That’s getting more complicated
For that you have to not only match the following text, but also use a capture group to grab it.
Capture groups are denoted by parens ((...)
) and will return in a match. The rules can get a little complicated but we can start with a simple example using your date. Lets use the string:
var str = "The best day in January is January 18th";
This has a month without a day and one with, and we’ll be sure to only capture the one with. We’ll assume a full month match for simplicity, so /January/
as a base:
var str = "The best day in January is January 18th";
var res = str.match(/January/g);
// ["January", "January"]
Next we need to match any numbers that follow January. We can use a similar shortcut there that we did with \w
, this time using \d
which matches only numerical digits. And for the space between, we use \s
which matches any kind of whitespace.
Before, with \w
we were matching 0 or more \w
matches with *
. We want something similar with our \d
and \s
except we want 1 or more. For that, we use +
which acts like *
but requires that at least one exist for a match. That gives us:
var res = str.match(/January\s+\d+/g);
// ["January 18"]
Now the tricky part is pulling out the number without the month. For this we use the capture group, wrapping the \d+
in parens. But for this to work with match
we need to drop the global flag.
var res = str.match(/January\s+(\d+)/);
// ["January 18", "18"]
The capture group is showing a second match after the full expression match which relates to the capture group specified with the parens - our number. It’ll be in string form, but you can throw it into a parseInt
to fix that 
If you want global flag search behavior, you’ll want to use RegExp.exec instead. Examples in that link show how looping through exec can get you multiple captures throughout a single string.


▸ EXERCISE BRIEF: Your task is to copy all of the entries exactly as they are given.

(Items listed in a dataset)
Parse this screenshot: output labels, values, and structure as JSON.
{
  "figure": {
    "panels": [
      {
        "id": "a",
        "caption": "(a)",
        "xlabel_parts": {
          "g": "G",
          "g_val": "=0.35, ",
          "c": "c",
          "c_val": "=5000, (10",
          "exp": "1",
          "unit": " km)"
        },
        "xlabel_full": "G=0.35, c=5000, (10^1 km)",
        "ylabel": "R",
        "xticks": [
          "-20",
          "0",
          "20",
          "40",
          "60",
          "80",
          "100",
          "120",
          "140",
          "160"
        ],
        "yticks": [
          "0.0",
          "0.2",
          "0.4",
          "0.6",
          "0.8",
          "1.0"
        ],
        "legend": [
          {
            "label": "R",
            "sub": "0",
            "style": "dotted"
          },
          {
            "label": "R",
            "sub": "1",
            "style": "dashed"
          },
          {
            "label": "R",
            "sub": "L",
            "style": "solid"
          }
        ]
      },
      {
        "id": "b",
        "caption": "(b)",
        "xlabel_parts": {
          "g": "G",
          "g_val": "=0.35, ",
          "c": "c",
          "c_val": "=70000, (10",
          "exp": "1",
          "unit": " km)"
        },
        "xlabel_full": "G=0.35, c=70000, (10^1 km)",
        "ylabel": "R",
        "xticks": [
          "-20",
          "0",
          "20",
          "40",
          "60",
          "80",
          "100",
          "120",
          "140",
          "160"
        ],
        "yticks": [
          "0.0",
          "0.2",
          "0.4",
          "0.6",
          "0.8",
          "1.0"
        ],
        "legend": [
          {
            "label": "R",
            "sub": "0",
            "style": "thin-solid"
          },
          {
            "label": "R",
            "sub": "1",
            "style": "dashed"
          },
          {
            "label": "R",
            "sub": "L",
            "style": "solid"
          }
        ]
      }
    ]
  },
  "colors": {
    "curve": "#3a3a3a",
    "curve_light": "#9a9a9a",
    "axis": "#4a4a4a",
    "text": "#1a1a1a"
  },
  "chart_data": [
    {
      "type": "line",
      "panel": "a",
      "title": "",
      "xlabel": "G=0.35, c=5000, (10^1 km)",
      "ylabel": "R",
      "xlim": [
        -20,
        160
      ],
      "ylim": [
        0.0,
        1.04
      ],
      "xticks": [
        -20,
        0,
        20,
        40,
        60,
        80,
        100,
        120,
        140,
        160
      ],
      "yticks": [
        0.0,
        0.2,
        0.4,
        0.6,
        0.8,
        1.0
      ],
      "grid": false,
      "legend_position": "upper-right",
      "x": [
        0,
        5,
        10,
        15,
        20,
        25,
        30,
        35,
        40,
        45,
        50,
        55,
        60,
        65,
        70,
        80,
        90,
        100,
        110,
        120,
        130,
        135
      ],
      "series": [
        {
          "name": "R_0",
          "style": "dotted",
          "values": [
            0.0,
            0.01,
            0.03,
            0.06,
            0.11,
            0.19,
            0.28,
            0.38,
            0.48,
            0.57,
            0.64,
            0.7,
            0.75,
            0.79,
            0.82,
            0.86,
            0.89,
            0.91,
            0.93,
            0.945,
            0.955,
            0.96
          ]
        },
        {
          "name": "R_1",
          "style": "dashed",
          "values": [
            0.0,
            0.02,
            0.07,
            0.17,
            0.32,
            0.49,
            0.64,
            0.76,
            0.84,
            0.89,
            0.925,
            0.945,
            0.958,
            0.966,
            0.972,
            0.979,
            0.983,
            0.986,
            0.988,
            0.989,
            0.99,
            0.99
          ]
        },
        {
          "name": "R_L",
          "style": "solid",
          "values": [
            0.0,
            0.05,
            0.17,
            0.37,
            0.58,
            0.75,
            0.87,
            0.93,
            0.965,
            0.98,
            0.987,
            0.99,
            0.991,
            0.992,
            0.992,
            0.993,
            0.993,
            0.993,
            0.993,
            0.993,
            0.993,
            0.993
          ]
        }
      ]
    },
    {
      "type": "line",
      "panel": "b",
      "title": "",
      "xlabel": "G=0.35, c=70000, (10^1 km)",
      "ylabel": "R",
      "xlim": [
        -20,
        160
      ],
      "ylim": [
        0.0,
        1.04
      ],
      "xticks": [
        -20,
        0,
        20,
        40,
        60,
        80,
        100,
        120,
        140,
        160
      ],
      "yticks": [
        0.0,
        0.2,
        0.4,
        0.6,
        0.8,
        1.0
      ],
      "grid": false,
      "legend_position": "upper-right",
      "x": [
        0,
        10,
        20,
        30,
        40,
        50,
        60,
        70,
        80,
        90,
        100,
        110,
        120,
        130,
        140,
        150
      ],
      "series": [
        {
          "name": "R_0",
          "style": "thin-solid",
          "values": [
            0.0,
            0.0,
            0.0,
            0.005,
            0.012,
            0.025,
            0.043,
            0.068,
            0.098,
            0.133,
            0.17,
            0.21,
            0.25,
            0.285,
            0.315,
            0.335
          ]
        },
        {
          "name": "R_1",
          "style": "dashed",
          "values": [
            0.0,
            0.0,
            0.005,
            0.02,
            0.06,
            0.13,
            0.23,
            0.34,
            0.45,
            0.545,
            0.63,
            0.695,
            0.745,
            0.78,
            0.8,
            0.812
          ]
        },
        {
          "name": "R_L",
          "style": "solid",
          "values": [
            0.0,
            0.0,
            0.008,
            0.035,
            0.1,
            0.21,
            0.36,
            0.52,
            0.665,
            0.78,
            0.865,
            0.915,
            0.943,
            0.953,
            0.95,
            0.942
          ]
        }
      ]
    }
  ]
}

▸ OUTPUT BELOW:
Parse this screenshot: output labels, values, and structure as JSON.
{
  "figure": {
    "panels": [
      {
        "id": "a",
        "caption": "(a)",
        "xlabel_parts": {
          "g": "G",
          "g_val": "=0.35, ",
          "c": "c",
          "c_val": "=5000, (10",
          "exp": "1",
          "unit": " km)"
        },
        "xlabel_full": "G=0.35, c=5000, (10^1 km)",
        "ylabel": "R",
        "xticks": [
          "-20",
          "0",
          "20",
          "40",
          "60",
          "80",
          "100",
          "120",
          "140",
          "160"
        ],
        "yticks": [
          "0.0",
          "0.2",
          "0.4",
          "0.6",
          "0.8",
          "1.0"
        ],
        "legend": [
          {
            "label": "R",
            "sub": "0",
            "style": "dotted"
          },
          {
            "label": "R",
            "sub": "1",
            "style": "dashed"
          },
          {
            "label": "R",
            "sub": "L",
            "style": "solid"
          }
        ]
      },
      {
        "id": "b",
        "caption": "(b)",
        "xlabel_parts": {
          "g": "G",
          "g_val": "=0.35, ",
          "c": "c",
          "c_val": "=70000, (10",
          "exp": "1",
          "unit": " km)"
        },
        "xlabel_full": "G=0.35, c=70000, (10^1 km)",
        "ylabel": "R",
        "xticks": [
          "-20",
          "0",
          "20",
          "40",
          "60",
          "80",
          "100",
          "120",
          "140",
          "160"
        ],
        "yticks": [
          "0.0",
          "0.2",
          "0.4",
          "0.6",
          "0.8",
          "1.0"
        ],
        "legend": [
          {
            "label": "R",
            "sub": "0",
            "style": "thin-solid"
          },
          {
            "label": "R",
            "sub": "1",
            "style": "dashed"
          },
          {
            "label": "R",
            "sub": "L",
            "style": "solid"
          }
        ]
      }
    ]
  },
  "colors": {
    "curve": "#3a3a3a",
    "curve_light": "#9a9a9a",
    "axis": "#4a4a4a",
    "text": "#1a1a1a"
  },
  "chart_data": [
    {
      "type": "line",
      "panel": "a",
      "title": "",
      "xlabel": "G=0.35, c=5000, (10^1 km)",
      "ylabel": "R",
      "xlim": [
        -20,
        160
      ],
      "ylim": [
        0.0,
        1.04
      ],
      "xticks": [
        -20,
        0,
        20,
        40,
        60,
        80,
        100,
        120,
        140,
        160
      ],
      "yticks": [
        0.0,
        0.2,
        0.4,
        0.6,
        0.8,
        1.0
      ],
      "grid": false,
      "legend_position": "upper-right",
      "x": [
        0,
        5,
        10,
        15,
        20,
        25,
        30,
        35,
        40,
        45,
        50,
        55,
        60,
        65,
        70,
        80,
        90,
        100,
        110,
        120,
        130,
        135
      ],
      "series": [
        {
          "name": "R_0",
          "style": "dotted",
          "values": [
            0.0,
            0.01,
            0.03,
            0.06,
            0.11,
            0.19,
            0.28,
            0.38,
            0.48,
            0.57,
            0.64,
            0.7,
            0.75,
            0.79,
            0.82,
            0.86,
            0.89,
            0.91,
            0.93,
            0.945,
            0.955,
            0.96
          ]
        },
        {
          "name": "R_1",
          "style": "dashed",
          "values": [
            0.0,
            0.02,
            0.07,
            0.17,
            0.32,
            0.49,
            0.64,
            0.76,
            0.84,
            0.89,
            0.925,
            0.945,
            0.958,
            0.966,
            0.972,
            0.979,
            0.983,
            0.986,
            0.988,
            0.989,
            0.99,
            0.99
          ]
        },
        {
          "name": "R_L",
          "style": "solid",
          "values": [
            0.0,
            0.05,
            0.17,
            0.37,
            0.58,
            0.75,
            0.87,
            0.93,
            0.965,
            0.98,
            0.987,
            0.99,
            0.991,
            0.992,
            0.992,
            0.993,
            0.993,
            0.993,
            0.993,
            0.993,
            0.993,
            0.993
          ]
        }
      ]
    },
    {
      "type": "line",
      "panel": "b",
      "title": "",
      "xlabel": "G=0.35, c=70000, (10^1 km)",
      "ylabel": "R",
      "xlim": [
        -20,
        160
      ],
      "ylim": [
        0.0,
        1.04
      ],
      "xticks": [
        -20,
        0,
        20,
        40,
        60,
        80,
        100,
        120,
        140,
        160
      ],
      "yticks": [
        0.0,
        0.2,
        0.4,
        0.6,
        0.8,
        1.0
      ],
      "grid": false,
      "legend_position": "upper-right",
      "x": [
        0,
        10,
        20,
        30,
        40,
        50,
        60,
        70,
        80,
        90,
        100,
        110,
        120,
        130,
        140,
        150
      ],
      "series": [
        {
          "name": "R_0",
          "style": "thin-solid",
          "values": [
            0.0,
            0.0,
            0.0,
            0.005,
            0.012,
            0.025,
            0.043,
            0.068,
            0.098,
            0.133,
            0.17,
            0.21,
            0.25,
            0.285,
            0.315,
            0.335
          ]
        },
        {
          "name": "R_1",
          "style": "dashed",
          "values": [
            0.0,
            0.0,
            0.005,
            0.02,
            0.06,
            0.13,
            0.23,
            0.34,
            0.45,
            0.545,
            0.63,
            0.695,
            0.745,
            0.78,
            0.8,
            0.812
          ]
        },
        {
          "name": "R_L",
          "style": "solid",
          "values": [
            0.0,
            0.0,
            0.008,
            0.035,
            0.1,
            0.21,
            0.36,
            0.52,
            0.665,
            0.78,
            0.865,
            0.915,
            0.943,
            0.953,
            0.95,
            0.942
          ]
        }
      ]
    }
  ]
}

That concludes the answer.